Evidence of the dire condition of coral reefs around the world is being presented in abundance at the 12th International Coral Reef Symposium that got underway yesterday in Cairns, Australia. And scientists are calling for action to stop the losses: More than 2500 marine researchers and managers at the conference and around the world have signed a Consensus Statement on Climate Change and Coral Reefs that calls on "all governments to ensure the future of coral reefs, through global action to reduce the emissions of carbon dioxide and other greenhouse gases, and via improved local protection of coral reefs."
The need for action is self-evident to the community. "The huge declines in live coral cover that people have been talking about are real and increasingly well documented," Jeremy Jackson, professor emeritus of oceanography at Scripps Institution of Oceanography in San Diego, California, said at a press briefing. He noted that in the Caribbean, live coral cover has declined from 50% to 60% of reefs in the early 1970s, to around 5% to 10% today. Even on Australia's Great Barrier Reef, probably the world's most well-protected, live coral cover has decreased from 40% of the area to 20% over the last 50 years.
The causes are well known: overfishing, habitat destruction, sedimentation, pollution, and, increasingly, climate change. Warmer ocean waters mean increased bleaching; and the oceans are becoming more acidic, which weakens coral skeletons. "There are no climate skeptics among coral reef scientists or coral reef managers because we've been measuring the impact of climate change since about the 1980s," said Terry Hughes, who studies the links between reefs and local communities at James Cook University in Townsville, Australia.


[Work required]:
Locate the line bearing "has width=821, height=419." in the material below, then reproduce it and each following line up to and including the line bearing "Find the location of a".
---------- Material supplied
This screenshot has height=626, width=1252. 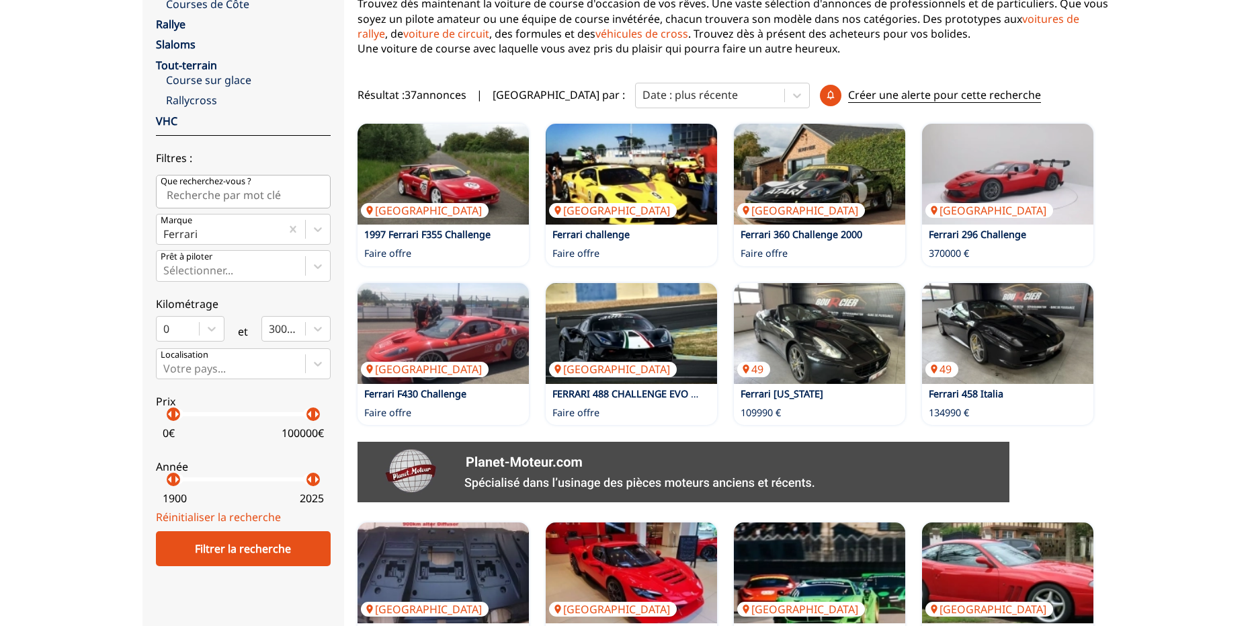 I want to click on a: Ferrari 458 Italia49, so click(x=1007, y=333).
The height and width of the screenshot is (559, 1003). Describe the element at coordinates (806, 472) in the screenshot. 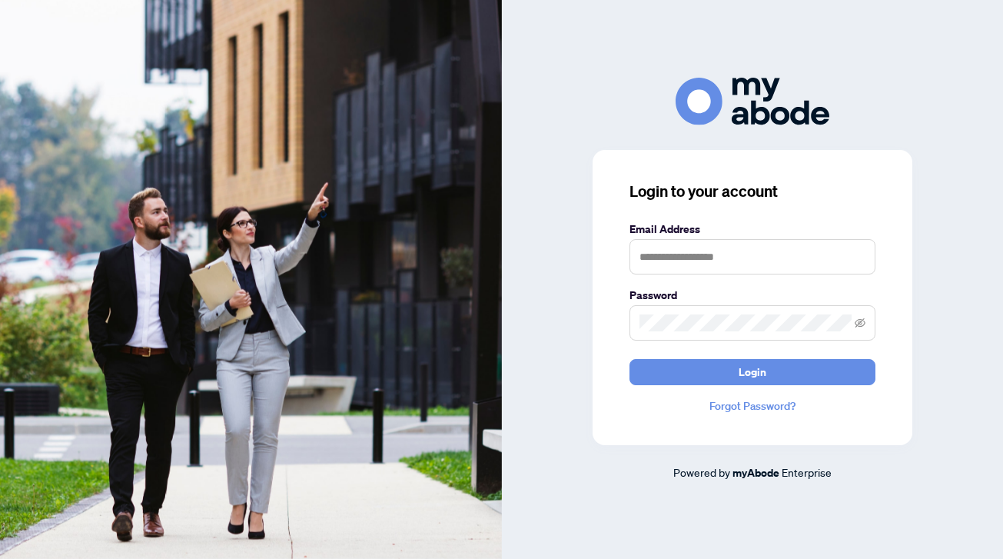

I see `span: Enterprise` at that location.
--------------------
---------- Material supplied
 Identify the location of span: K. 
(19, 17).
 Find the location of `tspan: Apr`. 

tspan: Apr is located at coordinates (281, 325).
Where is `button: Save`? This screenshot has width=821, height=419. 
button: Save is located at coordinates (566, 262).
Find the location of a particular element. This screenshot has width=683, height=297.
--------------------
[Problem solution]:
Where is `button: Save`? This screenshot has width=821, height=419. 
button: Save is located at coordinates (566, 262).
Find the location of a particular element. This screenshot has width=683, height=297.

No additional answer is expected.